It’s a part of humility to serve others. Consider how Mary didn’t hesitate to go and serve Elizabeth for three months. For this reason, St. Bernard says: “Elizabeth wondered that Mary should have come to visit her. But still more admirable is that she came not to be ministered to, but to minister.”
Those who are humble are retiring, and choose the last places. St. Bernard remarks that this is why Mary, when wishing to speak to her Son when he was preaching in a house, would not of her own accord enter. Instead, she “remained outside, and did not avail herself of her maternal authority to interrupt him” (see Mt 12:46).
For the same reason, when she was with the Apostles awaiting the coming of the Holy Spirit, she took the lowest place, as St. Luke notes: “All these with one accord devoted themselves to prayer, together with the women and Mary the mother of Jesus” (Acts 1:14). It’s not that St. Luke was ignorant of the Mother of God’s merits, on account of which he should have named her in the first place. Rather, she had taken the last place among the Apostles and the women. For this reason, he described them all in the order in which they were. That’s why St. Bernard says, “Rightly has the last become the first, who being the first of all became the last.”
Finally, those who are humble love to be disdained rather than praised. So we don’t read that Mary showed herself in Jerusalem on Palm Sunday, when her Son was received by the people with so much honor. Instead, at the death of her Son, she didn’t shrink from appearing on Calvary. She didn’t fear the dishonor that would come to her when it was known that she was the mother of the One who was condemned to die an infamous death as a criminal. —St. Alphonsus Liguori, The Glories of Mary
From a prayer of St. John Neumann: O Mary, Mother of Mercy, pray to your divine Son for me, a poor sinner; beg him to make me humble. My pride, my self-esteem, my vanity are always against me. I struggle against them, and yet I allow them to surprise and deceive me so often.
Thigpen, Paul. A Year with Mary: Daily Meditations on the Mother of God (pp. 473-474). Saint Benedict Press. Kindle Edition.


**What you need to do:** Your answer must be every line of the data that contains "interactable".

** Material for the task follows **

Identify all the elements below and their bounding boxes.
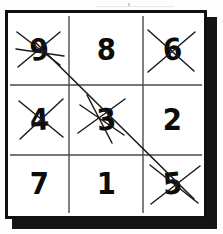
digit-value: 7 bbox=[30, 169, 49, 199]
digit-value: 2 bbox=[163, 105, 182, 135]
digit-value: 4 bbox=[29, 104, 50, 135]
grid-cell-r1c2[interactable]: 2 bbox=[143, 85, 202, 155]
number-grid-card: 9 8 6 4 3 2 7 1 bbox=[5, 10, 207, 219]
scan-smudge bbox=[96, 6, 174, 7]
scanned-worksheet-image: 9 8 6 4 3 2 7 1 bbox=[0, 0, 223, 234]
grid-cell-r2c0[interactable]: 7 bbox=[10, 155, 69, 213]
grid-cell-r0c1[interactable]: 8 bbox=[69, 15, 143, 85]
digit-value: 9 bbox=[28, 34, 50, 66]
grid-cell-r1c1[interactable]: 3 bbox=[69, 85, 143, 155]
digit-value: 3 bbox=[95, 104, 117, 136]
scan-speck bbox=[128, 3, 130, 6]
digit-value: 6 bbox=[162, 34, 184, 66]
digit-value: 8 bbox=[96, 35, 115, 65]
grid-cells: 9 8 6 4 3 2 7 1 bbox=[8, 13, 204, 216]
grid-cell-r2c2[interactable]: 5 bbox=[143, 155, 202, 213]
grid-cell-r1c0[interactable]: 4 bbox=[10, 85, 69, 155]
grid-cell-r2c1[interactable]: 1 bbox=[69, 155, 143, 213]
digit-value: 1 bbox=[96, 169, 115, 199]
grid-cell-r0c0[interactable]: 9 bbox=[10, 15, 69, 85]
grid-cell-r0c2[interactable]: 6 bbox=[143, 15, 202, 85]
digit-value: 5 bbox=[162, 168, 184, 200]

** End of Material for the task **

**Response below:**
grid-cell-r1c2[interactable]: 2 bbox=[143, 85, 202, 155]
grid-cell-r2c0[interactable]: 7 bbox=[10, 155, 69, 213]
grid-cell-r0c1[interactable]: 8 bbox=[69, 15, 143, 85]
grid-cell-r1c1[interactable]: 3 bbox=[69, 85, 143, 155]
grid-cell-r2c2[interactable]: 5 bbox=[143, 155, 202, 213]
grid-cell-r1c0[interactable]: 4 bbox=[10, 85, 69, 155]
grid-cell-r2c1[interactable]: 1 bbox=[69, 155, 143, 213]
grid-cell-r0c0[interactable]: 9 bbox=[10, 15, 69, 85]
grid-cell-r0c2[interactable]: 6 bbox=[143, 15, 202, 85]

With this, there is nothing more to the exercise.